Stored data:

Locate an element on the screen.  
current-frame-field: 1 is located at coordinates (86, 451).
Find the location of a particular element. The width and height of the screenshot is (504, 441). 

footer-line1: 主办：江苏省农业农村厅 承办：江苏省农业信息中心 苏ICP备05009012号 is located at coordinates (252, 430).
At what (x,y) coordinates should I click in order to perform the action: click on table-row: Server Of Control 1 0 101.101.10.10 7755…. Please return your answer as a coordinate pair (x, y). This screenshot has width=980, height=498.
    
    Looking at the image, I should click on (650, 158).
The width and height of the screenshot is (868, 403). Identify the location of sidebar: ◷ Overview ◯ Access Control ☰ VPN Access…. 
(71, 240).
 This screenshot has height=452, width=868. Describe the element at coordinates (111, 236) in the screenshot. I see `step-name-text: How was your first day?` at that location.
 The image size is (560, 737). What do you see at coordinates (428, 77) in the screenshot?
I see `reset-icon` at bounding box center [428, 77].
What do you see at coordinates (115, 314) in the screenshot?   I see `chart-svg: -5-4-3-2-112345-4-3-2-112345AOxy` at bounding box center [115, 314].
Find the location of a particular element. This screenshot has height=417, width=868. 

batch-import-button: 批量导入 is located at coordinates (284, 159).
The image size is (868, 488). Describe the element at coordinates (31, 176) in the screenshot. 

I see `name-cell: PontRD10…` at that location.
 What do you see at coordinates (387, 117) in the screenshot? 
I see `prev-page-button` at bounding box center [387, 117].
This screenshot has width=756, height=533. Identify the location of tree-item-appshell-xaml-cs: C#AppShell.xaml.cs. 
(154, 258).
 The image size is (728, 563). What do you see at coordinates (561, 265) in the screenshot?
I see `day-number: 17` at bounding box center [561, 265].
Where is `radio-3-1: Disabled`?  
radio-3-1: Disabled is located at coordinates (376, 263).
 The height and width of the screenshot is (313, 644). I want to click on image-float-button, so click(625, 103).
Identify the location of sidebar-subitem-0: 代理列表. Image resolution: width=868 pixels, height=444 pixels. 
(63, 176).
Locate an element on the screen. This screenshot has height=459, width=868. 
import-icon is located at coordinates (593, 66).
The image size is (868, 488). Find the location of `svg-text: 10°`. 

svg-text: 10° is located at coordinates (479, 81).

• EXERCISE DIRECTIONS: A complete and exact reproduction of the data is needed.

• ANSWER BOX:
Locate an element on the screen.  
current-frame-field: 1 is located at coordinates (86, 451).
Find the location of a particular element. The width and height of the screenshot is (504, 441). 

footer-line1: 主办：江苏省农业农村厅 承办：江苏省农业信息中心 苏ICP备05009012号 is located at coordinates (252, 430).
At what (x,y) coordinates should I click in order to perform the action: click on table-row: Server Of Control 1 0 101.101.10.10 7755…. Please return your answer as a coordinate pair (x, y). This screenshot has width=980, height=498.
    
    Looking at the image, I should click on (650, 158).
The width and height of the screenshot is (868, 403). Identify the location of sidebar: ◷ Overview ◯ Access Control ☰ VPN Access…. 
(71, 240).
 This screenshot has height=452, width=868. Describe the element at coordinates (111, 236) in the screenshot. I see `step-name-text: How was your first day?` at that location.
 The image size is (560, 737). What do you see at coordinates (428, 77) in the screenshot?
I see `reset-icon` at bounding box center [428, 77].
What do you see at coordinates (115, 314) in the screenshot?   I see `chart-svg: -5-4-3-2-112345-4-3-2-112345AOxy` at bounding box center [115, 314].
Find the location of a particular element. This screenshot has height=417, width=868. 

batch-import-button: 批量导入 is located at coordinates (284, 159).
The image size is (868, 488). Describe the element at coordinates (31, 176) in the screenshot. 

I see `name-cell: PontRD10…` at that location.
 What do you see at coordinates (387, 117) in the screenshot? 
I see `prev-page-button` at bounding box center [387, 117].
This screenshot has width=756, height=533. Identify the location of tree-item-appshell-xaml-cs: C#AppShell.xaml.cs. 
(154, 258).
 The image size is (728, 563). What do you see at coordinates (561, 265) in the screenshot?
I see `day-number: 17` at bounding box center [561, 265].
Where is `radio-3-1: Disabled`?  
radio-3-1: Disabled is located at coordinates (376, 263).
 The height and width of the screenshot is (313, 644). I want to click on image-float-button, so click(625, 103).
Identify the location of sidebar-subitem-0: 代理列表. Image resolution: width=868 pixels, height=444 pixels. 
(63, 176).
Locate an element on the screen. This screenshot has height=459, width=868. 
import-icon is located at coordinates (593, 66).
The image size is (868, 488). Find the location of `svg-text: 10°`. 

svg-text: 10° is located at coordinates (479, 81).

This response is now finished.